Terezín
Terezín (or Theresienstadt) is to the north of Prague, in the Czech Republic. It is a fortress which in 1942 was declared by the Germans as a “model ghetto” at the Wannsee Conference. It was controlled by a Jewish council, and it housed a grea tnumber of teachers, artists and writers. There are evens signed that there was intense cultural activity. As one of the prisoners wrote, “Life could seem almostnormal here”. But the truth is that Terezín was just one of several concentration camps en route to Auschwitz or Birkenau.
In 2007, Daniel Blaufuks travelled to Terezín, his curiosity sparked by a photograph found almost at the end of the book Austerlitz by the German author W. G. Sebald. It is the picture of a room with shelf-lined walls, with two tables,several chairs and a clock, showing six o’clock. Blaufuks found this room, which since then has been used for other purposes and no longer has the clock.Subconsciously, Blaufuks took a similar photograph to the one in Sebald’s book,which marked the start of his project Terezín: a work about the possibility (the need) to make a mental and critical revisiting of a place and a story, in a format including photographs, videos and a book.
As such, this project is a return to two of the main themes of Daniel Blaufuks’artistic career: the call to explore issues which are evocative of his family history(the exile of his grandparents to Portugal from Nazi Germany) and the attraction for the narrative and reflective insights of writers such as W. G. Sebald, Paul Bowles or Georges Perec. It could therefore be said that Blaufuks positions himself in a perceptive position where history and (his) imagination become inextricably linked; a position of intra-remissiveness between fact and fiction, as if they were two connected dimensions of the same experience and truth. So, revisiting the past is not driven only by the need to remember, or by therecognition of meaning; it is also, or most importantly, about strengthening the awakening our subconscious memory and what is meant by imaginary projection – in other words, a perceptive position where retrospect and prospect overlap, in a creative and unpredictable way.The four images shown here, which are just a small part of a larger, more diverse work, show empty places, on a journey, as psychological as it is archaeological, around places and events. Despite having been taken recently, they have an extremely ambiguous sense of time – there is nothing in the pictures which seems to link them to a particular moment in time. We could therefore say that these pictures offer a prolonged effect. Instead of being linked to a specific period of time, they settle in a much wider time, more to an entire era, perhaps over a certain “traumatic span” which marked the 20th century. In their theme, in the absence of any signs of author actions or any other human presence (except formarks on the floor in some of the pictures), these photographs present a moment in time which cannot be measured or dated. It is as if the were permanently being refreshed, in a constant process of historical updating and speculation.

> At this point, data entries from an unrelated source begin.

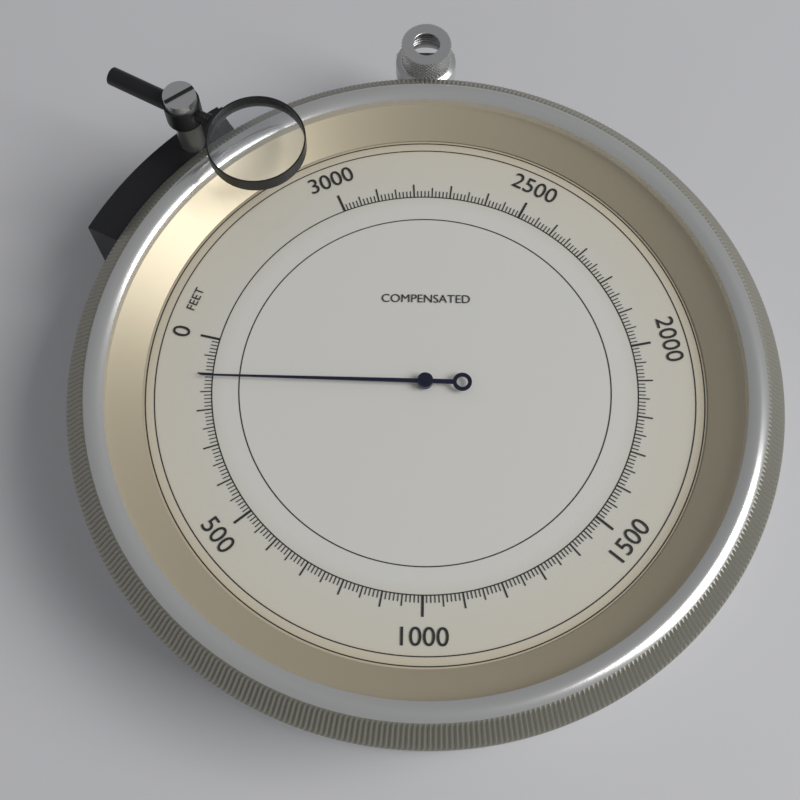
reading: 110 feet
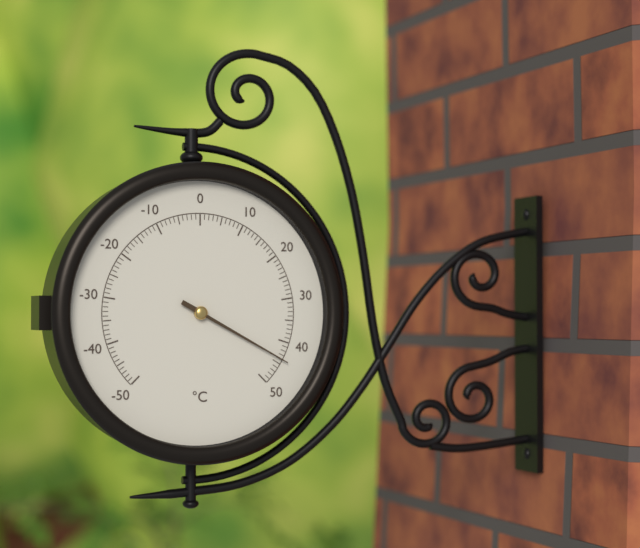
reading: 44 °C
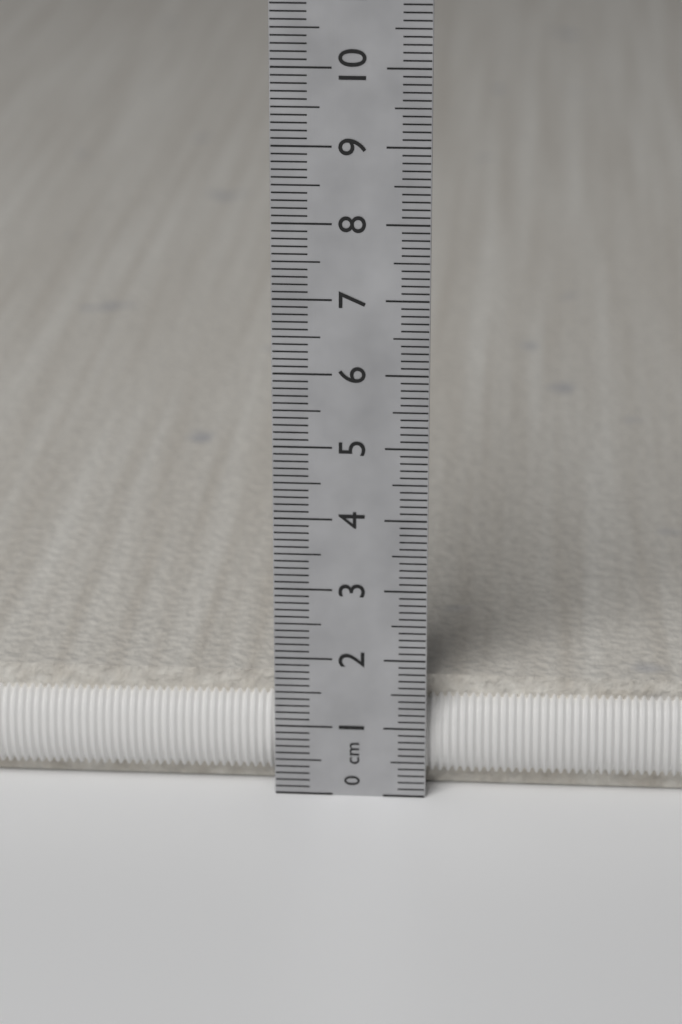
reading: 1.6 cm
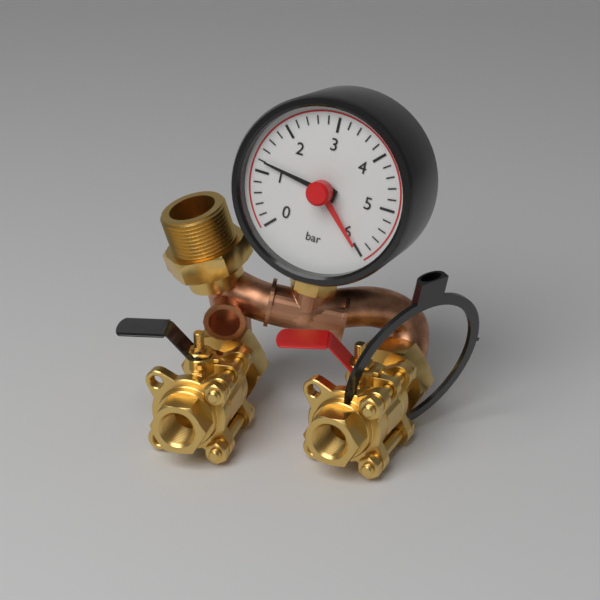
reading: 1.2 bar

However, it must be recognised that this interpretation is an integral part of the photographyprecariousness of the photographic image (limited, yet nonetheless strongly suggestive), all that is left is the possibility of giving ourselves over to the stimuliand derivatives resulting from the images, as the only way to overcome a huge distance: the distance which connects photography as a certain feeling of loss;like a vacuum which opens up over time, waiting for a past which does not stop “coming back.”
These photographs by Daniel Blaufuks refer to the time of places and their events, but also the time which emerges and adheres to transforming them and making them grow. It is true that this phenomenon ca noccur in other forms of art, indeed the effect is more intense in the case of an image so intricately linked to the (paradoxical) perception of time and to thepossibility of reactivating that which we are building up in our subconscious – a labyrinth of images, memories and narratives.